Unheard Music: Twine and Its Priority
When he created Twine, Kris Klimas apparently did not think he was building a hypertext platform, rather an intervention into the broader, perhaps distinct tradition of interactive fiction. By 2009 the hypertext moment may have completely passed, leaving Twine within a different dispensation. Reinforcing this impression, some prominent Twine users have disclaimed any links between their work and that of earlier digital writers, notably the Storyspace contingent, decrying their elders’ commercial publishing model and noting that pay barriers have made turn-of-the-century work inaccessible to them. In thinking about how Twine fits into software culture, we thus face a continuity gap. In technical and (perhaps more arguably) aesthetic dimensions, Twine inherits from and extends the hypertextual experiment; yet there are no formal or institutional connections. Twine works may be in some respects a second coming of hypertext fiction (and many other things as well), but without awareness of prior art.
To some extent, this apparent gap is an illusion, and the paper will consider some of the hidden or implicit continuities between pre- and post-millennial work. Even if it is largely invented or figural, however, the continuity gap demands attention as a signature of disruptive culture. I will consider several factors in this phenomenon: the constrained historicity of platform culture and knowledge work; the ludic turn that seems implicit in the ergodic; and the fundamental disjunctiveness of link-based discourse itself.
I am ultimately interested in what the orthodoxy of disruption means for the human enterprise of literature. Is “the literary” post-literary, in a sense of being beyond or at odds with systems of preservation and memory? Or can we imagine instead an anti-disruptionist heresy in which histories must be extended across gaps, not to appropriate work properly understood as distinct, but to value these efforts in their difference? The larger question here is something like,what is the future of literary history? -- a much more complicated subject than a short paper can address, but one that seems particularly important to ask from the perspective of electronic literature.
(Source: ELO 2018 Conference; Pinpointing Twine's Others Panel; Unheard Music: Twine and Its Priority Speech)
Twine works may be in some respects a second coming of hypertext fiction (and many other things as well), but without awareness of prior art.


* [How to complete this task]
Copy out the entries that follow exactly, leaving out the pictures.

* [Data extract]
==================================================
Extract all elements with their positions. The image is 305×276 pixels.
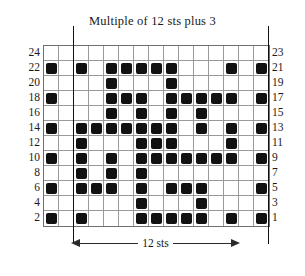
stitch-cell-empty bbox=[119, 106, 134, 121]
stitch-cell-empty bbox=[89, 136, 104, 151]
stitch-cell-empty bbox=[179, 136, 194, 151]
row-number: 9 bbox=[272, 150, 298, 165]
stitch-cell-empty bbox=[179, 166, 194, 181]
stitch-cell-filled bbox=[119, 121, 134, 136]
stitch-cell-empty bbox=[59, 196, 74, 211]
row-number: 4 bbox=[14, 195, 40, 210]
stitch-cell-empty bbox=[89, 91, 104, 106]
stitch-cell-filled bbox=[104, 61, 119, 76]
stitch-cell-empty bbox=[59, 76, 74, 91]
stitch-cell-filled bbox=[164, 76, 179, 91]
stitch-cell-filled bbox=[194, 121, 209, 136]
row-number: 17 bbox=[272, 90, 298, 105]
stitch-cell-filled bbox=[104, 106, 119, 121]
stitch-cell-empty bbox=[239, 121, 254, 136]
stitch-cell-empty bbox=[89, 166, 104, 181]
stitch-cell-filled bbox=[164, 151, 179, 166]
row-number: 11 bbox=[272, 135, 298, 150]
stitch-cell-filled bbox=[74, 151, 89, 166]
stitch-cell-empty bbox=[119, 196, 134, 211]
stitch-cell-empty bbox=[254, 136, 269, 151]
stitch-cell-empty bbox=[164, 46, 179, 61]
stitch-cell-empty bbox=[179, 46, 194, 61]
row-number: 24 bbox=[14, 45, 40, 60]
stitch-cell-empty bbox=[104, 196, 119, 211]
stitch-cell-empty bbox=[89, 211, 104, 226]
stitch-cell-empty bbox=[164, 196, 179, 211]
stitch-cell-filled bbox=[254, 211, 269, 226]
stitch-cell-filled bbox=[149, 136, 164, 151]
stitch-cell-filled bbox=[164, 91, 179, 106]
stitch-cell-empty bbox=[239, 91, 254, 106]
stitch-cell-empty bbox=[59, 106, 74, 121]
row-number: 21 bbox=[272, 60, 298, 75]
stitch-cell-empty bbox=[59, 181, 74, 196]
stitch-cell-filled bbox=[44, 91, 59, 106]
stitch-cell-empty bbox=[239, 196, 254, 211]
stitch-cell-filled bbox=[194, 211, 209, 226]
stitch-cell-filled bbox=[164, 61, 179, 76]
stitch-cell-empty bbox=[254, 106, 269, 121]
stitch-cell-filled bbox=[44, 151, 59, 166]
stitch-cell-empty bbox=[254, 196, 269, 211]
stitch-cell-empty bbox=[149, 181, 164, 196]
stitch-cell-filled bbox=[194, 106, 209, 121]
stitch-cell-empty bbox=[239, 46, 254, 61]
stitch-cell-empty bbox=[104, 136, 119, 151]
stitch-cell-filled bbox=[74, 181, 89, 196]
stitch-cell-empty bbox=[209, 196, 224, 211]
stitch-cell-filled bbox=[224, 61, 239, 76]
stitch-cell-empty bbox=[209, 46, 224, 61]
stitch-cell-filled bbox=[194, 181, 209, 196]
stitch-cell-empty bbox=[134, 46, 149, 61]
stitch-cell-filled bbox=[89, 121, 104, 136]
repeat-label-wrap: 12 sts bbox=[43, 233, 268, 254]
stitch-cell-filled bbox=[194, 91, 209, 106]
stitch-cell-empty bbox=[239, 211, 254, 226]
stitch-cell-empty bbox=[74, 106, 89, 121]
row-number: 2 bbox=[14, 210, 40, 225]
stitch-cell-filled bbox=[44, 211, 59, 226]
stitch-cell-filled bbox=[134, 136, 149, 151]
row-number: 14 bbox=[14, 120, 40, 135]
stitch-cell-filled bbox=[104, 121, 119, 136]
stitch-cell-empty bbox=[89, 106, 104, 121]
stitch-cell-empty bbox=[119, 136, 134, 151]
stitch-cell-empty bbox=[44, 166, 59, 181]
stitch-cell-filled bbox=[194, 196, 209, 211]
stitch-cell-empty bbox=[179, 61, 194, 76]
stitch-cell-filled bbox=[149, 211, 164, 226]
stitch-cell-empty bbox=[59, 166, 74, 181]
stitch-cell-empty bbox=[224, 166, 239, 181]
stitch-cell-filled bbox=[134, 151, 149, 166]
row-number: 15 bbox=[272, 105, 298, 120]
row-number: 16 bbox=[14, 105, 40, 120]
stitch-cell-empty bbox=[194, 136, 209, 151]
stitch-cell-empty bbox=[119, 151, 134, 166]
row-number: 7 bbox=[272, 165, 298, 180]
repeat-marker-left bbox=[73, 26, 74, 244]
stitch-cell-empty bbox=[59, 211, 74, 226]
row-number: 23 bbox=[272, 45, 298, 60]
stitch-cell-empty bbox=[104, 46, 119, 61]
stitch-cell-empty bbox=[59, 151, 74, 166]
stitch-cell-empty bbox=[44, 76, 59, 91]
stitch-cell-filled bbox=[44, 181, 59, 196]
stitch-cell-filled bbox=[194, 151, 209, 166]
stitch-cell-empty bbox=[239, 61, 254, 76]
stitch-cell-filled bbox=[104, 166, 119, 181]
stitch-cell-filled bbox=[164, 136, 179, 151]
stitch-cell-empty bbox=[89, 196, 104, 211]
stitch-cell-empty bbox=[104, 211, 119, 226]
row-number: 22 bbox=[14, 60, 40, 75]
stitch-cell-empty bbox=[179, 121, 194, 136]
repeat-label: 12 sts bbox=[138, 237, 173, 249]
stitch-cell-filled bbox=[179, 181, 194, 196]
stitch-cell-empty bbox=[254, 76, 269, 91]
stitch-cell-filled bbox=[134, 106, 149, 121]
stitch-cell-filled bbox=[254, 91, 269, 106]
stitch-cell-empty bbox=[44, 46, 59, 61]
stitch-cell-empty bbox=[119, 46, 134, 61]
stitch-cell-filled bbox=[134, 61, 149, 76]
stitch-cell-empty bbox=[209, 136, 224, 151]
==================================================
* [Exercise result]
Extract all elements with their positions. The image is 305×276 pixels.
stitch-cell-empty bbox=[119, 106, 134, 121]
stitch-cell-empty bbox=[89, 136, 104, 151]
stitch-cell-empty bbox=[179, 136, 194, 151]
row-number: 9 bbox=[272, 150, 298, 165]
stitch-cell-empty bbox=[179, 166, 194, 181]
stitch-cell-filled bbox=[119, 121, 134, 136]
stitch-cell-empty bbox=[59, 196, 74, 211]
row-number: 4 bbox=[14, 195, 40, 210]
stitch-cell-empty bbox=[89, 91, 104, 106]
stitch-cell-filled bbox=[104, 61, 119, 76]
stitch-cell-empty bbox=[59, 76, 74, 91]
stitch-cell-filled bbox=[164, 76, 179, 91]
stitch-cell-filled bbox=[194, 121, 209, 136]
row-number: 17 bbox=[272, 90, 298, 105]
stitch-cell-filled bbox=[104, 106, 119, 121]
stitch-cell-empty bbox=[239, 121, 254, 136]
stitch-cell-empty bbox=[89, 166, 104, 181]
stitch-cell-filled bbox=[164, 151, 179, 166]
row-number: 11 bbox=[272, 135, 298, 150]
stitch-cell-filled bbox=[74, 151, 89, 166]
stitch-cell-empty bbox=[119, 196, 134, 211]
stitch-cell-empty bbox=[254, 136, 269, 151]
stitch-cell-empty bbox=[164, 46, 179, 61]
stitch-cell-empty bbox=[179, 46, 194, 61]
row-number: 24 bbox=[14, 45, 40, 60]
stitch-cell-empty bbox=[104, 196, 119, 211]
stitch-cell-empty bbox=[89, 211, 104, 226]
stitch-cell-empty bbox=[164, 196, 179, 211]
stitch-cell-filled bbox=[254, 211, 269, 226]
stitch-cell-filled bbox=[149, 136, 164, 151]
stitch-cell-filled bbox=[164, 91, 179, 106]
stitch-cell-empty bbox=[239, 91, 254, 106]
stitch-cell-empty bbox=[59, 106, 74, 121]
row-number: 21 bbox=[272, 60, 298, 75]
stitch-cell-empty bbox=[59, 181, 74, 196]
stitch-cell-filled bbox=[44, 91, 59, 106]
stitch-cell-empty bbox=[239, 196, 254, 211]
stitch-cell-filled bbox=[194, 211, 209, 226]
stitch-cell-filled bbox=[164, 61, 179, 76]
stitch-cell-empty bbox=[254, 106, 269, 121]
stitch-cell-filled bbox=[44, 151, 59, 166]
stitch-cell-empty bbox=[254, 196, 269, 211]
stitch-cell-empty bbox=[149, 181, 164, 196]
stitch-cell-filled bbox=[194, 106, 209, 121]
stitch-cell-empty bbox=[239, 46, 254, 61]
stitch-cell-empty bbox=[104, 136, 119, 151]
stitch-cell-filled bbox=[74, 181, 89, 196]
stitch-cell-empty bbox=[209, 196, 224, 211]
stitch-cell-filled bbox=[224, 61, 239, 76]
stitch-cell-empty bbox=[209, 46, 224, 61]
stitch-cell-filled bbox=[194, 181, 209, 196]
stitch-cell-empty bbox=[134, 46, 149, 61]
stitch-cell-filled bbox=[89, 121, 104, 136]
repeat-label-wrap: 12 sts bbox=[43, 233, 268, 254]
stitch-cell-filled bbox=[194, 91, 209, 106]
stitch-cell-empty bbox=[239, 211, 254, 226]
stitch-cell-empty bbox=[74, 106, 89, 121]
row-number: 2 bbox=[14, 210, 40, 225]
stitch-cell-filled bbox=[44, 211, 59, 226]
stitch-cell-filled bbox=[134, 136, 149, 151]
row-number: 14 bbox=[14, 120, 40, 135]
stitch-cell-filled bbox=[104, 121, 119, 136]
stitch-cell-empty bbox=[89, 106, 104, 121]
stitch-cell-empty bbox=[119, 136, 134, 151]
stitch-cell-empty bbox=[44, 166, 59, 181]
stitch-cell-filled bbox=[194, 196, 209, 211]
stitch-cell-empty bbox=[179, 61, 194, 76]
stitch-cell-filled bbox=[149, 211, 164, 226]
stitch-cell-empty bbox=[59, 166, 74, 181]
stitch-cell-empty bbox=[224, 166, 239, 181]
stitch-cell-filled bbox=[134, 151, 149, 166]
row-number: 15 bbox=[272, 105, 298, 120]
row-number: 16 bbox=[14, 105, 40, 120]
stitch-cell-empty bbox=[194, 136, 209, 151]
stitch-cell-empty bbox=[119, 151, 134, 166]
row-number: 7 bbox=[272, 165, 298, 180]
repeat-marker-left bbox=[73, 26, 74, 244]
stitch-cell-empty bbox=[59, 211, 74, 226]
row-number: 23 bbox=[272, 45, 298, 60]
stitch-cell-empty bbox=[104, 46, 119, 61]
stitch-cell-empty bbox=[59, 151, 74, 166]
stitch-cell-empty bbox=[44, 76, 59, 91]
stitch-cell-filled bbox=[44, 181, 59, 196]
stitch-cell-filled bbox=[194, 151, 209, 166]
stitch-cell-empty bbox=[239, 61, 254, 76]
stitch-cell-filled bbox=[104, 166, 119, 181]
stitch-cell-filled bbox=[164, 136, 179, 151]
stitch-cell-empty bbox=[89, 196, 104, 211]
stitch-cell-empty bbox=[104, 211, 119, 226]
row-number: 22 bbox=[14, 60, 40, 75]
stitch-cell-empty bbox=[179, 121, 194, 136]
repeat-label: 12 sts bbox=[138, 237, 173, 249]
stitch-cell-filled bbox=[179, 181, 194, 196]
stitch-cell-empty bbox=[254, 76, 269, 91]
stitch-cell-filled bbox=[134, 106, 149, 121]
stitch-cell-filled bbox=[254, 91, 269, 106]
stitch-cell-empty bbox=[44, 46, 59, 61]
stitch-cell-empty bbox=[119, 46, 134, 61]
stitch-cell-filled bbox=[134, 61, 149, 76]
stitch-cell-empty bbox=[209, 136, 224, 151]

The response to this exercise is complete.